Records supplied below:
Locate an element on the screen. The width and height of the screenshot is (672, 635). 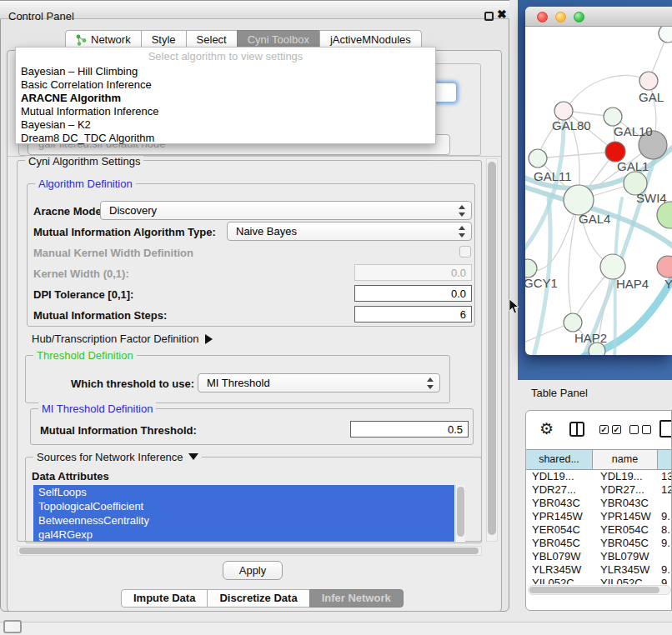
table-row: YDL19...YDL19...13 is located at coordinates (599, 477).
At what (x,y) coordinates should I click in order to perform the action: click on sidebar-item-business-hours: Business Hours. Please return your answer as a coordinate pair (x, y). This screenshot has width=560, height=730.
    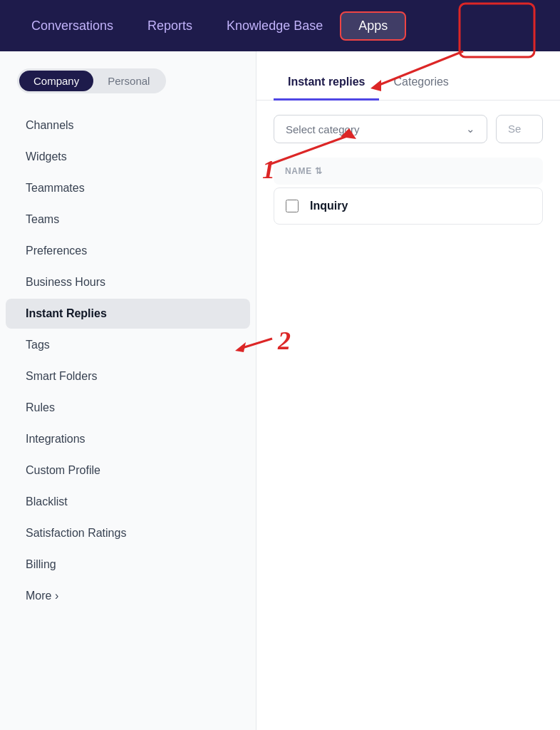
    Looking at the image, I should click on (128, 282).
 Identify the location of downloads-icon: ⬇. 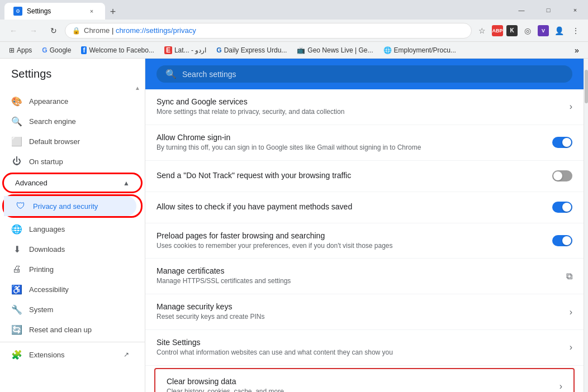
(17, 249).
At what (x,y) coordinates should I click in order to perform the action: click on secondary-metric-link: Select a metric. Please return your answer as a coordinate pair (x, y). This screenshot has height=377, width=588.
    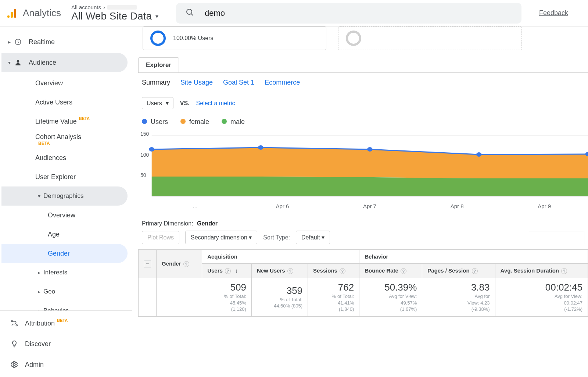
End of Records supplied.
Try it: An exact reproduction of the data is required, with pictures excluded.

Exercise solution:
Locate an element on the screen. The width and height of the screenshot is (672, 635). 
table-row: YDL19...YDL19...13 is located at coordinates (599, 477).
At what (x,y) coordinates should I click in order to perform the action: click on sidebar-item-business-hours: Business Hours. Please return your answer as a coordinate pair (x, y). This screenshot has width=560, height=730.
    Looking at the image, I should click on (128, 282).
 Identify the location of downloads-icon: ⬇. 
(17, 249).
At what (x,y) coordinates should I click in order to perform the action: click on secondary-metric-link: Select a metric. Please return your answer as a coordinate pair (x, y). This screenshot has height=377, width=588.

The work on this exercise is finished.